Construction also is continuing on a 156-bed fast-track building on the grounds, and operating money is included in the budget for fiscal year 2010, which starts July 1, according to state Rep. Barbara Massey Reece, D-Menlo.

“I believe the warden is committed, and (DOC) Commissioner Brian Owens is committed, to ensuring there is adequate staff there,” she said.

Reece, a member of the House State Institutions and Property Committee, has been in especially close con-

tact with the DOC after an October escape at the Chattooga County facility. Two inmates climbed a dormitory roof and scaled two perimeter fences and eight strands of razor wire.
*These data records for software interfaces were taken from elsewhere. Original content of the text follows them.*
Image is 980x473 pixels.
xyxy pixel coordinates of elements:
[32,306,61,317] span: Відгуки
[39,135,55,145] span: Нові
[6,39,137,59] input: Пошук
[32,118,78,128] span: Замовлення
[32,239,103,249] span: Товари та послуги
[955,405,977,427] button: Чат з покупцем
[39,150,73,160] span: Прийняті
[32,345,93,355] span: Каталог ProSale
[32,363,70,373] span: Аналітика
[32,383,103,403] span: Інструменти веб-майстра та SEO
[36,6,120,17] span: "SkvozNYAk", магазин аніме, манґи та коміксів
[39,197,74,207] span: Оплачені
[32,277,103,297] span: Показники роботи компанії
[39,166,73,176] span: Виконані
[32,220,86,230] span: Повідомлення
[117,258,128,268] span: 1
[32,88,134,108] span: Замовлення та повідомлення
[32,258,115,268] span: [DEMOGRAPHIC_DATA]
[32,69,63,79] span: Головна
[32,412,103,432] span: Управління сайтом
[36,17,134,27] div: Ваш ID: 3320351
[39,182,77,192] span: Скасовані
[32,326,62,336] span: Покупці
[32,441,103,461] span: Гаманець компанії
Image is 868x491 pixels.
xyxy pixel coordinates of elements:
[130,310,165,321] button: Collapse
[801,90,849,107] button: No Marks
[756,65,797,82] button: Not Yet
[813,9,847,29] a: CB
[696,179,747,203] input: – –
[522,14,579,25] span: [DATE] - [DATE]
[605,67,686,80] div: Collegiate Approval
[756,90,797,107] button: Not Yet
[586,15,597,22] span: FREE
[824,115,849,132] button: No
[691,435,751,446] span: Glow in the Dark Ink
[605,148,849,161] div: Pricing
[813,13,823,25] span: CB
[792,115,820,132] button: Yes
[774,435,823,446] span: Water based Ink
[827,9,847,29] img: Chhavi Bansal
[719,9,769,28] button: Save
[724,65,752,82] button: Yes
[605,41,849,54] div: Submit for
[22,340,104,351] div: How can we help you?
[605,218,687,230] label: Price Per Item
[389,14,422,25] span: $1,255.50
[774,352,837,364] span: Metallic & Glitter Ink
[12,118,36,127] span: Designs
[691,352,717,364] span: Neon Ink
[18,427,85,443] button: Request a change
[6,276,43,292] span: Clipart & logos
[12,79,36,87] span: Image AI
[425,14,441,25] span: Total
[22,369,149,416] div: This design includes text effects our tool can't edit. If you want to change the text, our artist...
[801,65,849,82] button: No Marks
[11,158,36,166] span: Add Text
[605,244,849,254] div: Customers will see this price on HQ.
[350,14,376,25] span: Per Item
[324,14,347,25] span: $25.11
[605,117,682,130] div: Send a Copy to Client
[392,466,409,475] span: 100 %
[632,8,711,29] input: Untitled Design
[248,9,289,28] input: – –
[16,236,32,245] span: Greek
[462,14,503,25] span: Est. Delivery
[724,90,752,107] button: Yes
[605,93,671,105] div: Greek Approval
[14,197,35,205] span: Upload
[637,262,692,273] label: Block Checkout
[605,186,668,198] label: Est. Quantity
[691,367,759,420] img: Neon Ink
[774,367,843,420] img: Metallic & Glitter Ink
Johnny Mack Brown was captured in Lavonia a month later, but Michael A. Tweedell remains at large.

Reece said the DOC budget plan calls for consolidating prison functions, such as setting up a single facility for mentally ill prisoners and further separating minimum- and maximum-security operations.
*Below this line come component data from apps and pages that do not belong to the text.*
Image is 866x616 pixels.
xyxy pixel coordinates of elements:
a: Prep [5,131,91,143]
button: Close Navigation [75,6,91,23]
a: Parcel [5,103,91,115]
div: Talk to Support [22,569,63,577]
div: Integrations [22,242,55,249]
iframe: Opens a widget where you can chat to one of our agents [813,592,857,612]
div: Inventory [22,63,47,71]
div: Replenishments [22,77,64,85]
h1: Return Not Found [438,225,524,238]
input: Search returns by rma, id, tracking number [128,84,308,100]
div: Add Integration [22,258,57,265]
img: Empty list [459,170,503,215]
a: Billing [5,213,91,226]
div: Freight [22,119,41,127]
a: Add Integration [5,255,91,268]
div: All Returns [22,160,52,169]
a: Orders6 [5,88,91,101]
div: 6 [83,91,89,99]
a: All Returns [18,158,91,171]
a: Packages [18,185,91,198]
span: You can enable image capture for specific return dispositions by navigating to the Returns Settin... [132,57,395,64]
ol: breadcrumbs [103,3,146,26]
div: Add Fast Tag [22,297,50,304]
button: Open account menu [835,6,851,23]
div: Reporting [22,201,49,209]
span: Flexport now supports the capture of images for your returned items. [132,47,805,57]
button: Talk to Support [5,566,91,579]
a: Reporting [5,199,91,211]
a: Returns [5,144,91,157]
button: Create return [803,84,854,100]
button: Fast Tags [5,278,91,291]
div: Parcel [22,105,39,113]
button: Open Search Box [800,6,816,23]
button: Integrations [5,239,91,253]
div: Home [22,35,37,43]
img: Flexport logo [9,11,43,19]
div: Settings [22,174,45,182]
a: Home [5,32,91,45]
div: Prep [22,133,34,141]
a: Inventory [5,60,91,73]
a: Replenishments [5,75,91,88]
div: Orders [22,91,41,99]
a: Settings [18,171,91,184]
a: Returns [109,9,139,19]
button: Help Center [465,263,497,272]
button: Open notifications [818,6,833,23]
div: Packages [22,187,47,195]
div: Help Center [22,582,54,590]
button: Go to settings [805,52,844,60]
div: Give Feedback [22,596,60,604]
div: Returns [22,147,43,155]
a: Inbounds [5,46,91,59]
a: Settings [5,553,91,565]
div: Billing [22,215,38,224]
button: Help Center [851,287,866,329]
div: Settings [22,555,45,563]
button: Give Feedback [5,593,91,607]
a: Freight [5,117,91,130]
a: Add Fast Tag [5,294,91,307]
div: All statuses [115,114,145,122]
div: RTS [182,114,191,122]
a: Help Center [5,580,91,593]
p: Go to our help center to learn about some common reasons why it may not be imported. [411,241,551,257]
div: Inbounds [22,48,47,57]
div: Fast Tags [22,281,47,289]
“We also have an aging prison population with health problems, and they’re thinking about a separate facility for that,” she said.

One cut-back proposal that could hurt Chattooga is the elimination of all fire stations at state prisons. The rural county depends mainly on volunteer firefighters.

“That little fire force at the prison is very important to us,” Reece said. “But I can understand them saying it’s not a core mission (of the DOC).”

State Sen. Preston Smith, R-Rome, said appropriations hearings this year are focused like a laser on the core missions of each agency. The casual sharing of resources — such as the use of prisoners to mow grass at other state facilities — is giving way to an interagency billing system.

“There’s a real competitiveness among the agencies for state dollars and they’re trying to balance their books on each other,” he said. “It’s a good way to account for the resources, but it has also added administrative costs to the ability to lend things back and forth.”

Smith chairs the Judiciary Subcommittee for Appropriations. He said salaries are set by state law for judges, district attorneys and other court officials, so there’s less flexibility in how to handle the belt-tightening.

“It’s a unique budget as far as trying to minimize the cuts we make to services and minimize the job losses,” he said.

On a positive note, he said, discussions between House and Senate budget writers have been much more collaborative. In previous years, negotiations between the two chambers haven’t started in earnest until after each body had passed its spending proposal.

“There’s more of a spirit of cooperation,” Smith said. “We’re meeting on the front end to try to work things out.”

Reece said she also noticed more camaraderie during the hearings last week.

“There’s no room to monkey around this time,” she said. “When you look at the possibility of school nurses being cut out, when the Georgia State Patrol is 400 positions short of what used to be considered full force, it’s a very serious thing and I think everybody realizes that.”